All days go on like this. Call. “What do we do?” Discussion. Choice. Hang out. Walk. Texts. Her house’s stairs. In front of her door, she turns off her phone. You kiss. Every day is like this, but every day you’re just waiting to kiss her. You kiss for a long time. She doesn’t invite you in, and you don’t want to go; you want to stay there with the dim light and the silence and the long kisses that you love. You don’t ask her, but you wonder if she likes them as well. You think so. You never talk about kisses. Every night you get on top of the stairs and you both discover something new about the other. You shared so much before. You just kiss for a long time, many times, and then you go down the stairs in a frenzy.
One evening she invites you to her place. You eat, drink, talk, and listen to music until late at night. Then you go out on the landing and only then do you kiss. For a long time, many times.
One day she calls you at half past six. You’re ready to argue about going to any place you don’t want to go. It’s the game you play. You’re ready. Her voice sounds more natural and more casual than usual, from which you understand she’s not natural nor casual. You wait for her to tell you what she has to tell you. She says it. There is one of her friends tonight, the one she told you about. She’s back. She’d like to hang out with us. You check the date, trying to remember what day it is, and you finally remember. Maybe, as soon as you hang up, someone will call you as well. Somebody might be back. “Hey, are you there?” she asks. You say that maybe if they didn’t meet for a while, they should be by themselves. She calls you dumb; she wants you to meet her friend. You agree. They thought to go…—you agree without protesting. She keeps quiet for a while after you agreed so quickly. You say, “Hey, are you there?” You chose a place to meet.
You don’t go. You get out much later. Go to another neighborhood. You walk until late. Until your legs hurt. You see a tanned man who is unloading luggage from his car. He seems happy to be back. You check your phone when you get home; you left it there. Two of your friends left a text saying they’re back.
You remember those kisses. You remember them even after the summer ended and for the whole winter. One night, months later, you meet her at a party. You greet each other and hug each other like people who don’t understand why they don’t meet anymore. She receives a text and answers. This should be your moment. You should look at her in the eyes and say, “We kissed once, right?” But you can’t do it. You want to, but you really can’t. You understand that you can’t wait for the night when you’ll be able to do it to come. But it won’t be soon. You really don’t think so.

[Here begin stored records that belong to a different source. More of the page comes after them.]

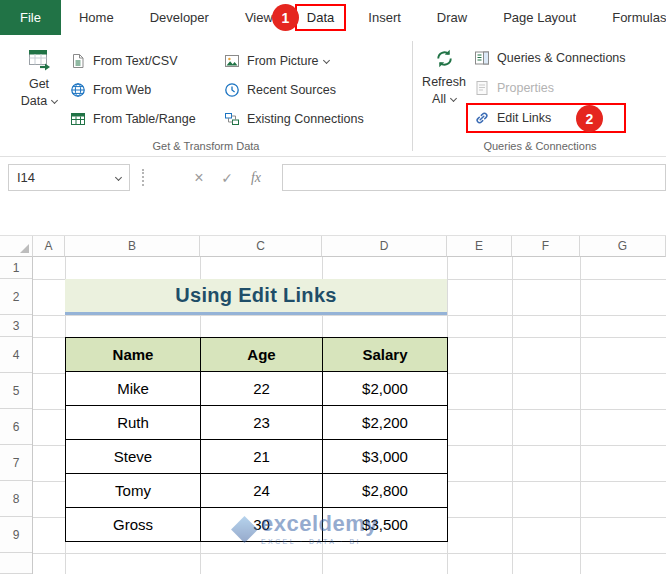  I want to click on table-icon, so click(78, 119).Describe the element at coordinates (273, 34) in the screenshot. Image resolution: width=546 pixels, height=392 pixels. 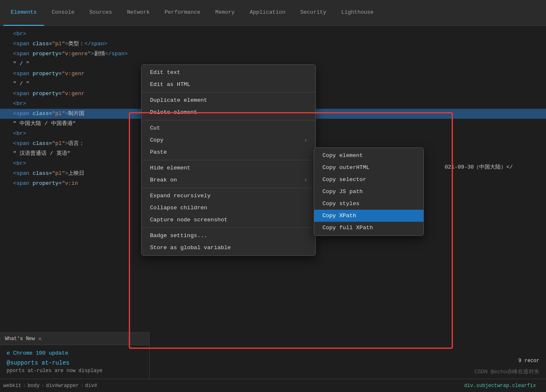
I see `code-line: <br>` at that location.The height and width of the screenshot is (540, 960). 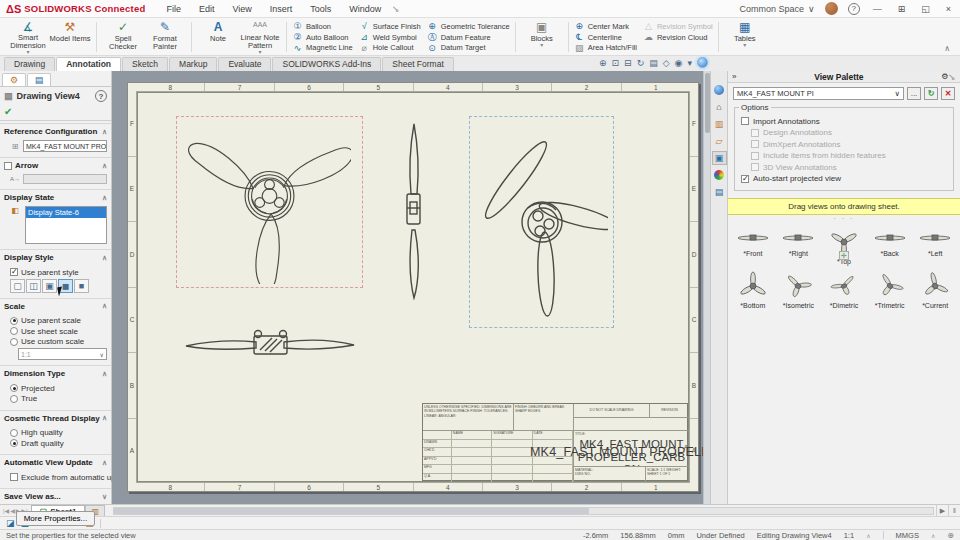 I want to click on solidworks-resources-tab, so click(x=720, y=90).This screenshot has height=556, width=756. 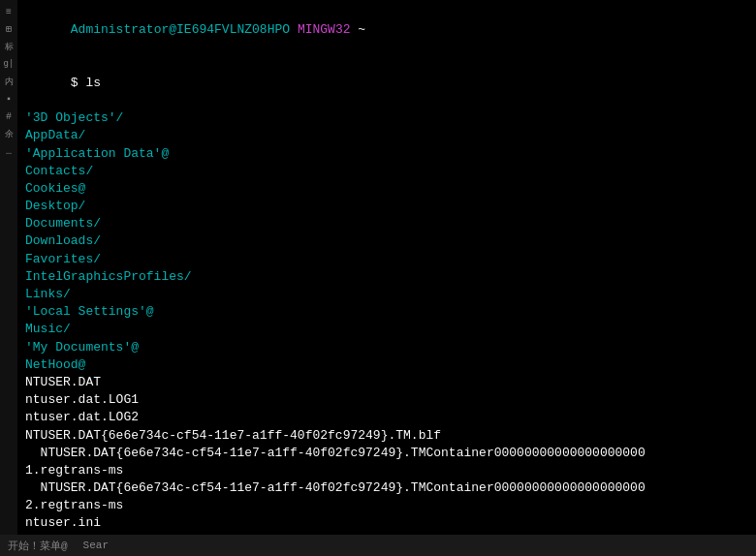 What do you see at coordinates (96, 545) in the screenshot?
I see `search-bar: Sear` at bounding box center [96, 545].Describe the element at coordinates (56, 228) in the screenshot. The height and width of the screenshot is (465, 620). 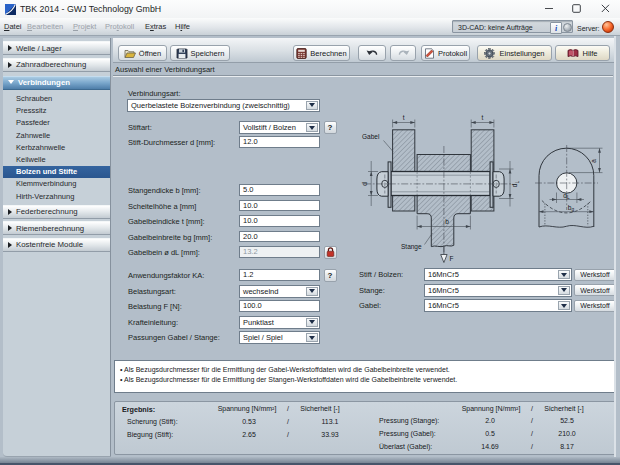
I see `sidebar-group-riemenberechnung: Riemenberechnung` at that location.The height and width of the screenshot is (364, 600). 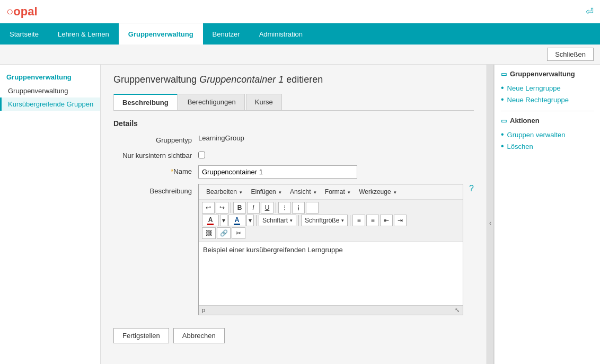 What do you see at coordinates (298, 208) in the screenshot?
I see `align-center-button: ⁞` at bounding box center [298, 208].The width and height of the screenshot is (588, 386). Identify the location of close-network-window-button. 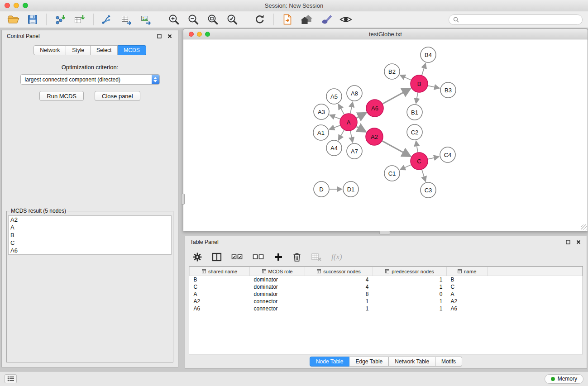
(191, 34).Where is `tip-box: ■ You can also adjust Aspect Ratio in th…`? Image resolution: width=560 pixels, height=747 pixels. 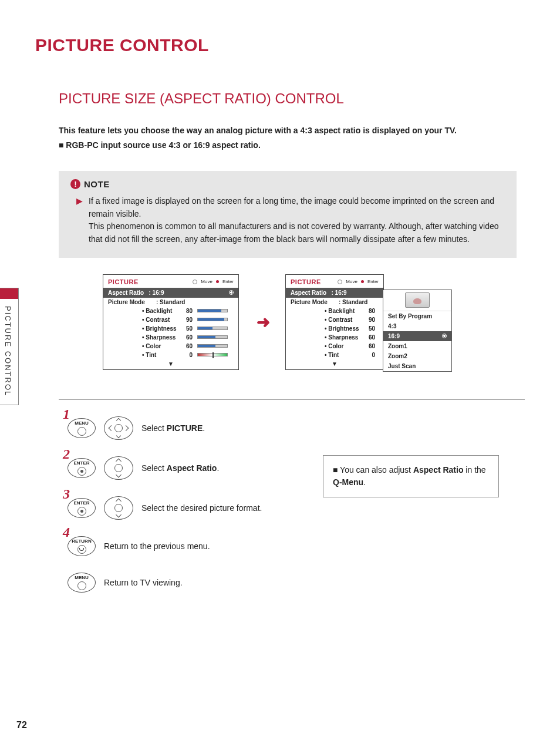 tip-box: ■ You can also adjust Aspect Ratio in th… is located at coordinates (411, 476).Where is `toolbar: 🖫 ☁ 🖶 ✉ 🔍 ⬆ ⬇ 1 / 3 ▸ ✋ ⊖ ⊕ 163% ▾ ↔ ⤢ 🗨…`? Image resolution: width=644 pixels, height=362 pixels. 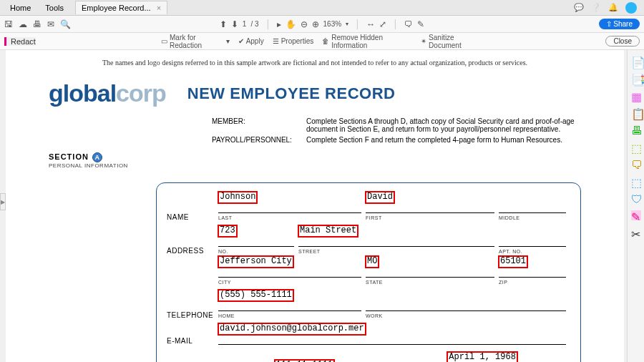
toolbar: 🖫 ☁ 🖶 ✉ 🔍 ⬆ ⬇ 1 / 3 ▸ ✋ ⊖ ⊕ 163% ▾ ↔ ⤢ 🗨… is located at coordinates (322, 24).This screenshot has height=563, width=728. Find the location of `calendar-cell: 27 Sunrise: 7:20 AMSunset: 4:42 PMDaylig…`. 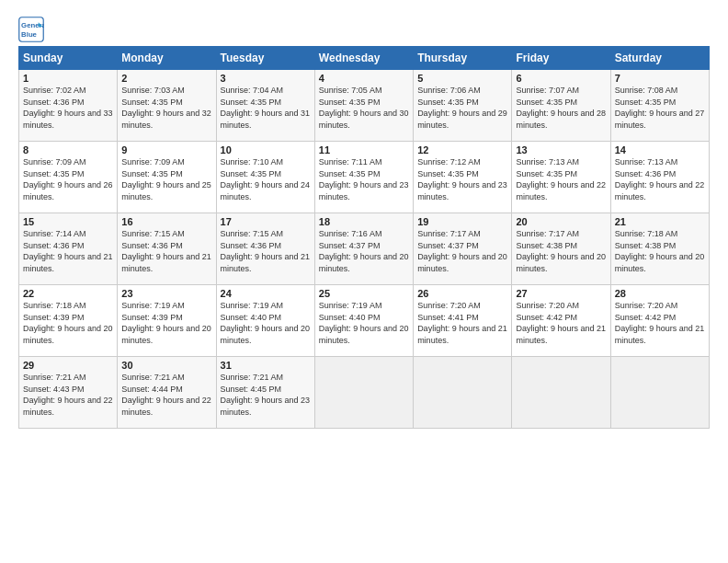

calendar-cell: 27 Sunrise: 7:20 AMSunset: 4:42 PMDaylig… is located at coordinates (561, 321).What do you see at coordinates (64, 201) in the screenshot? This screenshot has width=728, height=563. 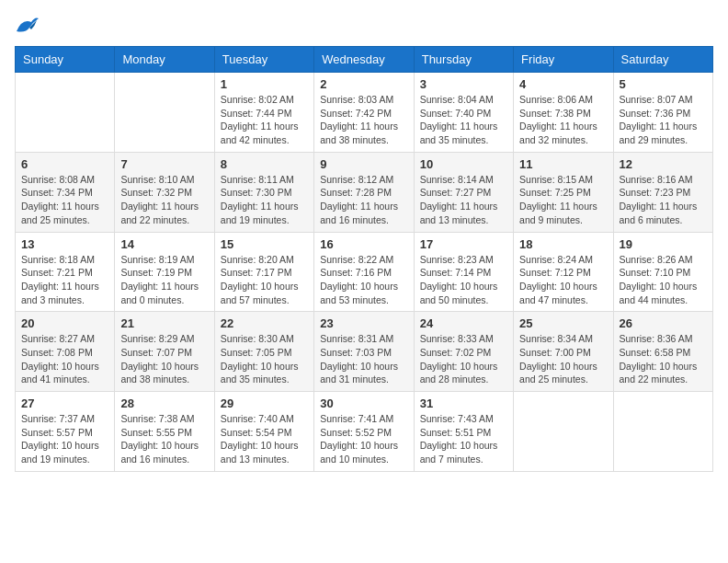 I see `day-info: Sunrise: 8:08 AM Sunset: 7:34 PM Dayligh…` at bounding box center [64, 201].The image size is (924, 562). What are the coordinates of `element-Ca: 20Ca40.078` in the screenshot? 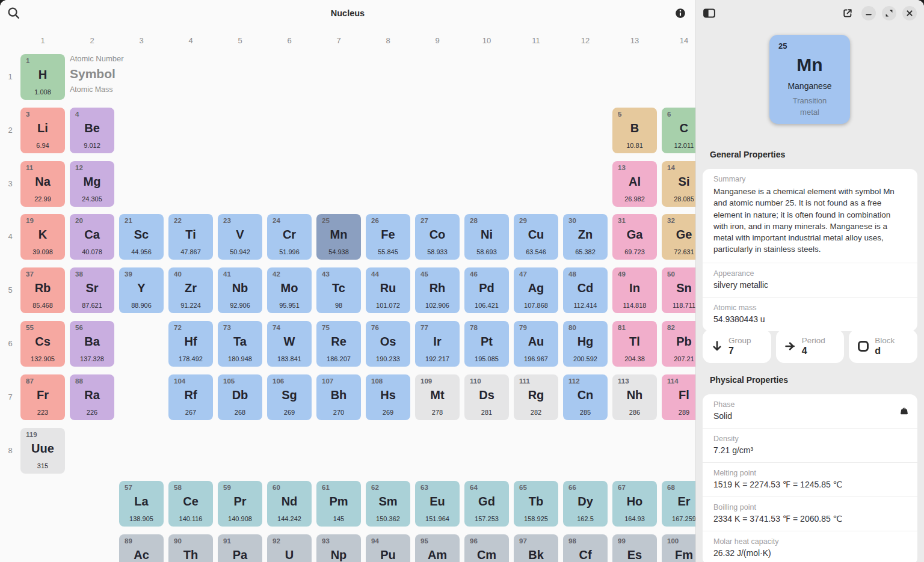 It's located at (92, 237).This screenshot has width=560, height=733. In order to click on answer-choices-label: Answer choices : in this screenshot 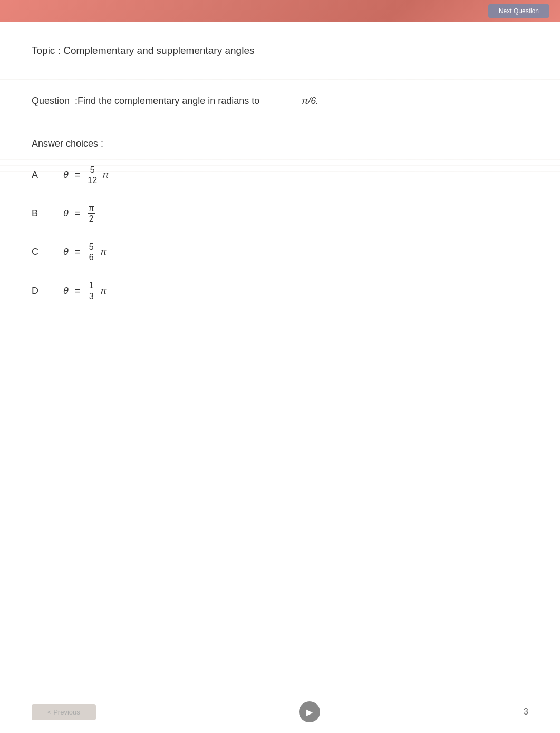, I will do `click(280, 144)`. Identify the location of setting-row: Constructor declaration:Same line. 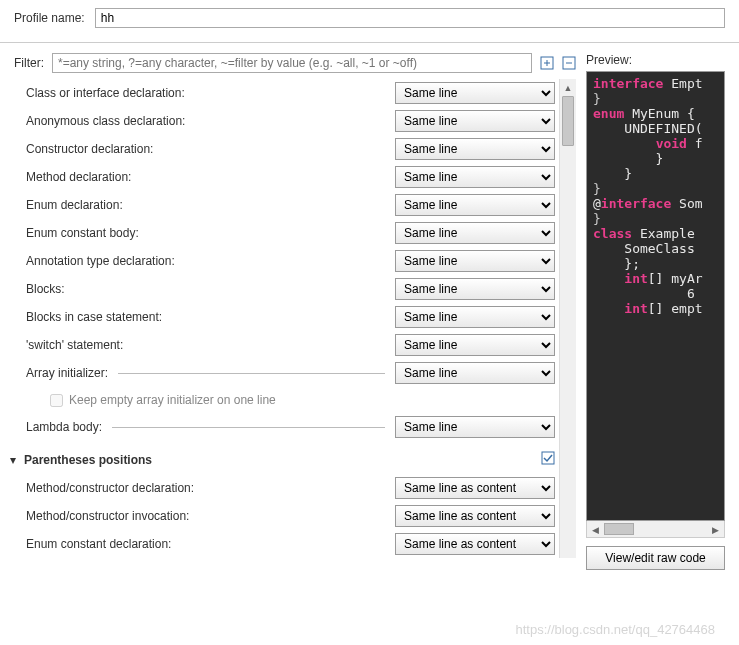
(290, 149).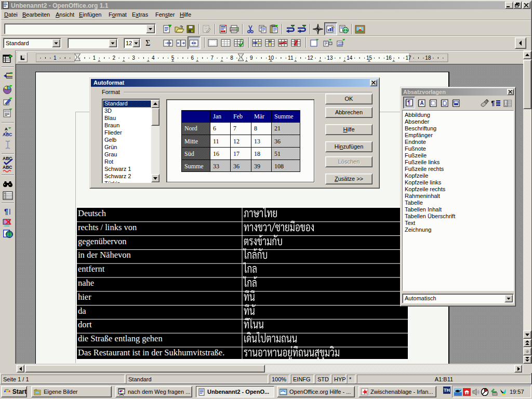 This screenshot has width=532, height=399. What do you see at coordinates (153, 58) in the screenshot?
I see `svg-text: 4` at bounding box center [153, 58]. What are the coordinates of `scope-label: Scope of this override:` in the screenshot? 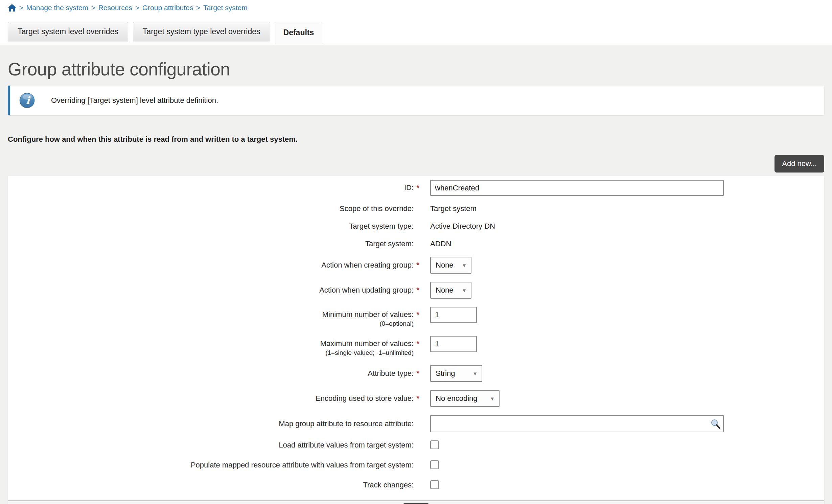 It's located at (377, 208).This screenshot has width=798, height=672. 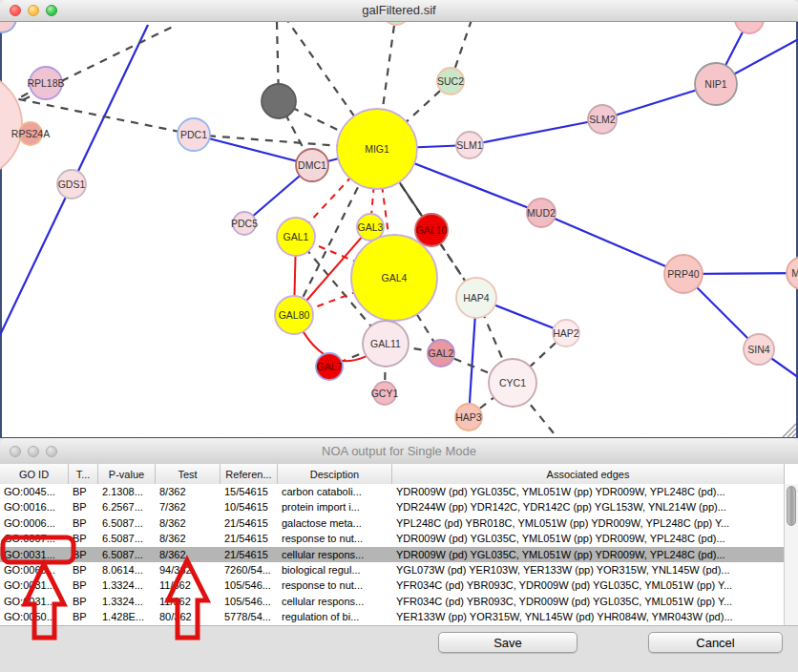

I particularly like the start - it really draws you in with the humdrum and you paint a very detailed picture of the "boring" before the meet cute, as it were.
I can picture the city, your apartment, your "grey".
The feeling that nothing really happened with this girl but in fact something did, at least, to the boy, is sad but hopeful. I like the need to get something out but never doing it. Great cliffhanger.
Glued to the phone, but there's still a tenderness there for her. That's sweet.
Hi saw you on Reddit. Wishing you the best on here. I love a good second person story. Very poetic. Would love to know what you think of my stories.